Outside the Free Trade Hall, a Liverpudlian preacher was ranting about how we’d pay the price for fornication and adultery. Did he have anyone in mind? Was he going to meet Boris?

Now, the fact that the Fringe attracts so many lobbyists is frowned upon – but not by me. I think you have to be clinically insane to join one of major political parties today; you must certainly endure disappointment on a masochistic scale. It makes much more sense to me to join a trade association or a more generic lobby group. As the political (i.e., never-had-a-job) class becomes ever more homogenous, it’s what bright people do now. They lobby. And the internet has lowered the barriers to entry; nobody knows it’s just you in your shed with a few mates. (Here’s the splendid James Firth, IT consultant by day, and one-man lobby group by night – currently seeking Google cash.)

Even stranger was the mood of the Tory supporters now they’re finally in government, but are unable to get very much of what they want. On the big issue of the day, the euro, the rank and file have completely won the day, a quite resounding victory. As Peter Oborne put it recently, not only were the Tory sceptics right on the European currency issue, but “right for the right reasons”. They’ve won on the Human Rights Act, too, popular a couple of years ago but now universally despised by all but a few LibDems.

So you’d think they’d be lording it over the conference. But there are no prizes for being right, they’ve been robbed of their political capital. The leadership isn’t going to oblige them, and throws them a few peanuts instead. The leadership dares them: where else are you going to go? Well, a million of them peeled off to UKIP, which may have cost the Tory Party a majority. As an outsider, this seems to be extremely cynical leadership.

The Tories' roundabout problem

Here’s what I said in a nutshell – then some of the comeback, which got quite lively. On copyright I’d be outnumbered three to one, a better ratio than most of the time. My logic was thus: at least one member of the panel is going to be so angry with me that I’ll probably get punched, so there’s no point beating about the bush.

The Shoreditch "Tech Scene": it's a non-stop social whirl

You all know what an entrepreneur is. But who has heard of the word nontrepreneur?

There were amused and bemused looks.

Well you’re going to be hearing it a lot.

We’re in an exciting time for the internet. This great wave of utopian rhetoric and getting everyone online, for the last 15 years, has come to an end. Almost everyone who wants to be online is online. Something quite new and interesting has happened in the past three years, people are beginning to pay for stuff.

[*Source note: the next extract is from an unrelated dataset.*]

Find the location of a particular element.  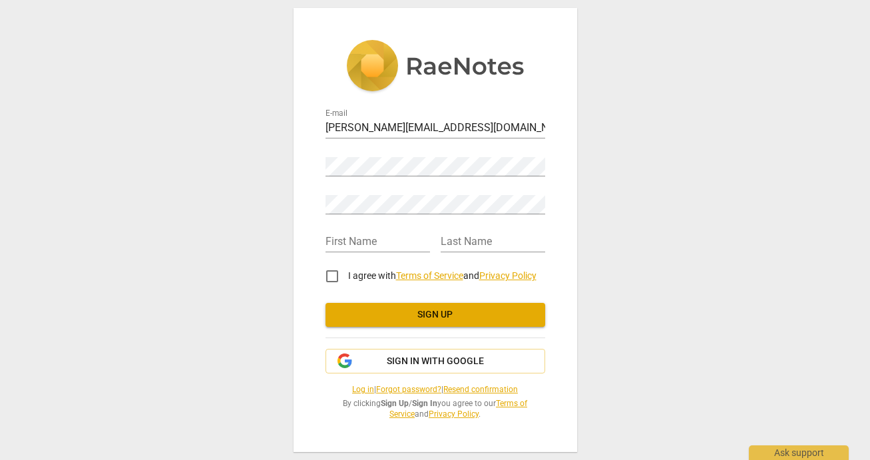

The internet today lacks markets and it’s half-finished. The platforms and infrastructure that recognise and create value aren’t there.

Now words come to define political eras and philosophies, and the last ten years were defined by words like 'beaconicity' and 'targets' and all these agencies spending other people’s money. I have a horrible feeling that Cameron’s technology policy, despite being guided by people with strong classical liberal instincts, will be defined by the fluff of Silicon Roundabout.

Silicon Roundabout is, essentially, a prank on the media. Let’s see who’s involved. You’ve got what I call faux capitalists – people who want to be thought of as capitalists but are terrified of risk and don’t back ambitious high-risk ventures. You’ve got entrepreneurs who can’t run a business. And you’ve got programmers who can’t program. All looking for each other. Then there’s a vast army of hangers-on: mentors, facilitators. And they all socialise endlessly, instead of doing any work. The socialising is work.

This does not create wealth.

As soon as we start to “un-fetishise” this myth of two guys in a garage, and start to think more seriously about, say, payment platforms or credit systems that make buying stuff nice and easy, as easy as real life, then we’ll create markets. You won’t get this from Shoreditch.